The original meaning of unity, to which words of Genesis 2:24 bear witness, will have in the revelation of God an ample and distant perspective. This unity through the body — “and the two will be one flesh” — possesses a multiform dimension. It possesses an ethical dimension, as is confirmed by Christ’s answer to the Pharisees in Matthew 19 (cf. Mark 10). It also has a sacramental dimension, a strictly theological one, as is proved by St. Paul’s words to the Ephesians (“For no man ever hates his own flesh, but nourishes it and cherishes it, as Christ does the Church, because we are members of his body. For this reason a man shall leave his father and mother and be joined to his wife, and the two shall become one flesh. This mystery is a profound one, and I am saying that it refers to Christ and the Church” (Ephesians 5:29-32). This refers also to the tradition of the prophets (Hosea, Isaiah, Ezekiel). And this is so because that unity which is realized through the body indicates, right from the beginning, not only the “body,” but also the “incarnate” communion of persons — communio personarum — and calls for this communion right from the beginning.

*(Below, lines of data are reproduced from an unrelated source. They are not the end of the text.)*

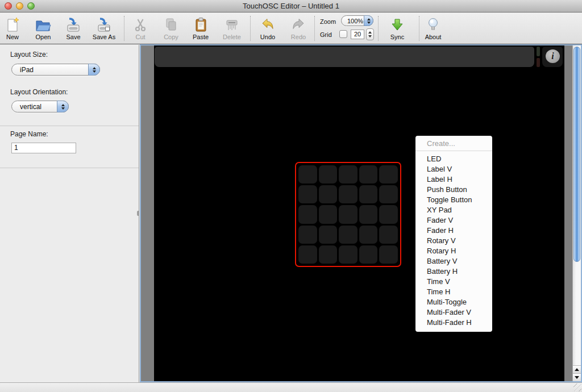 This screenshot has width=582, height=392. Describe the element at coordinates (69, 168) in the screenshot. I see `sidebar-divider` at that location.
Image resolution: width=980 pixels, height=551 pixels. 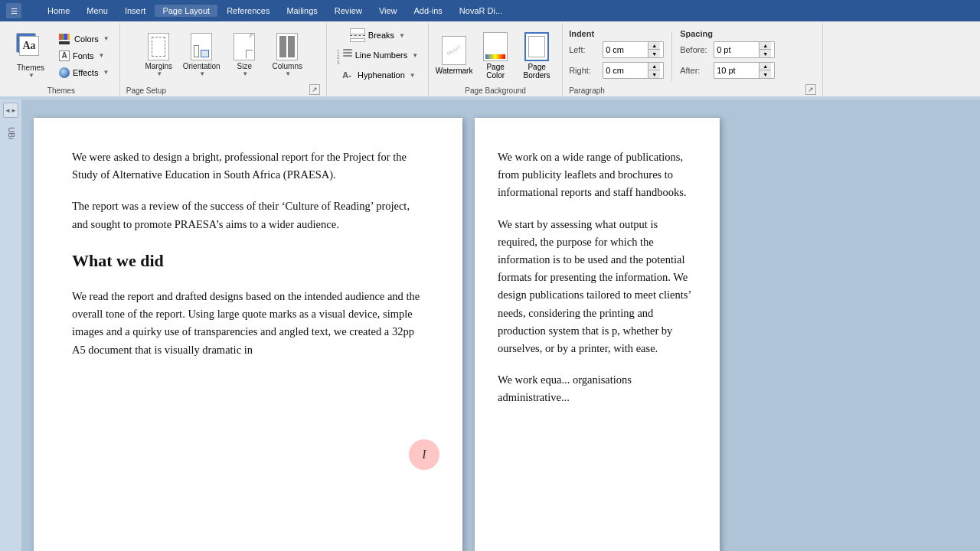 I want to click on spacing-before-row: Before: ▲ ▼, so click(x=727, y=50).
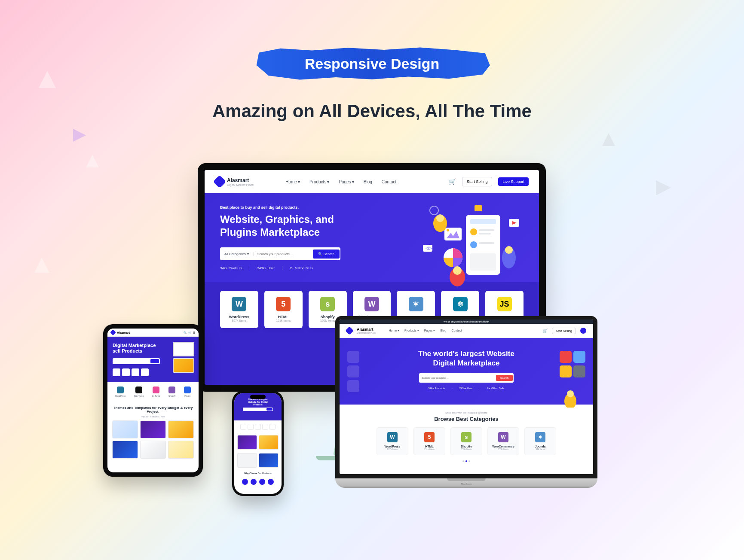 The image size is (744, 560). I want to click on feature-badge: Responsive Design, so click(372, 64).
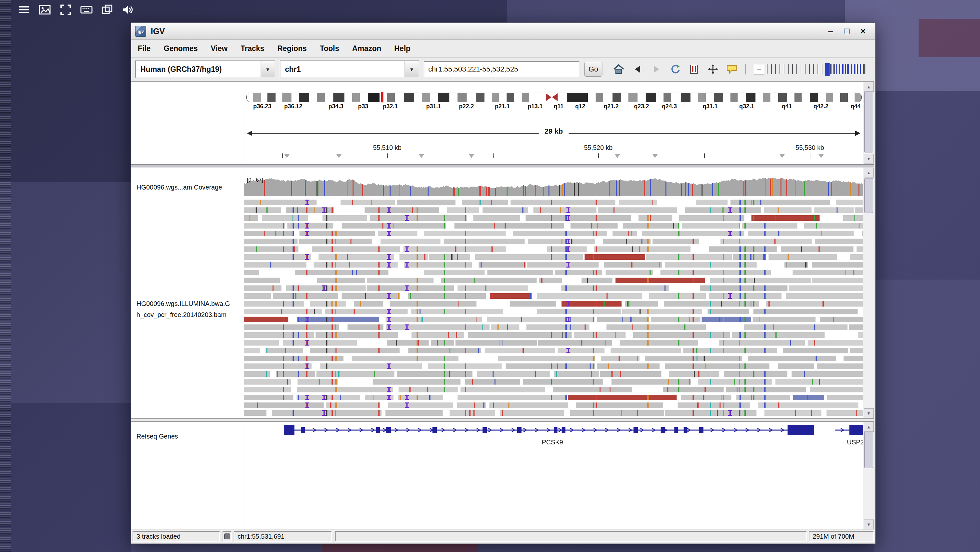  Describe the element at coordinates (65, 10) in the screenshot. I see `fullscreen-icon` at that location.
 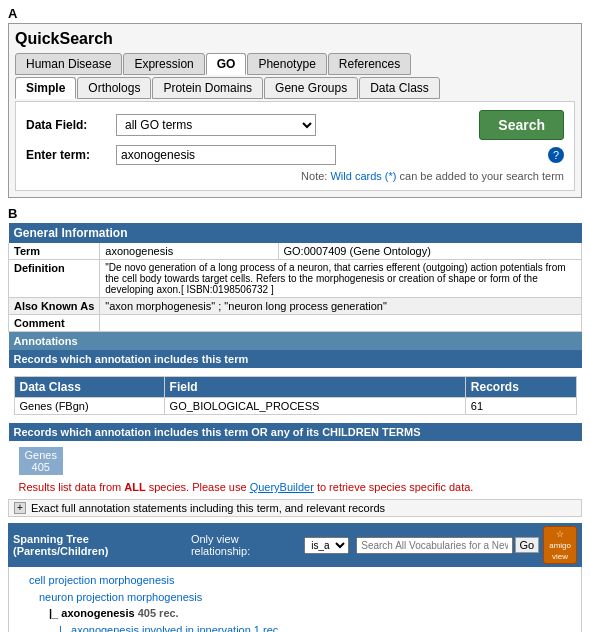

Masculinity and femininity express the dual aspect of man’s somatic constitution. (“This at last is bone of my bones and flesh of my flesh”), and indicate, furthermore, through the same words of Genesis 2:23, they indicate the new consciousness of the sense of one’s own body: a sense which, it can be said, consists in a mutual enrichment. Precisely this consciousness, through which humanity is formed again as the communion of persons, seems to be the layer which in the narrative of the creation of man (and in the revelation of the body contained in it) is deeper than his somatic structure as male and female. In any case, this structure is presented right from the beginning with a deep consciousness of human corporality and sexuality, and that establishes an inalienable norm for the understanding of man on the theological plane.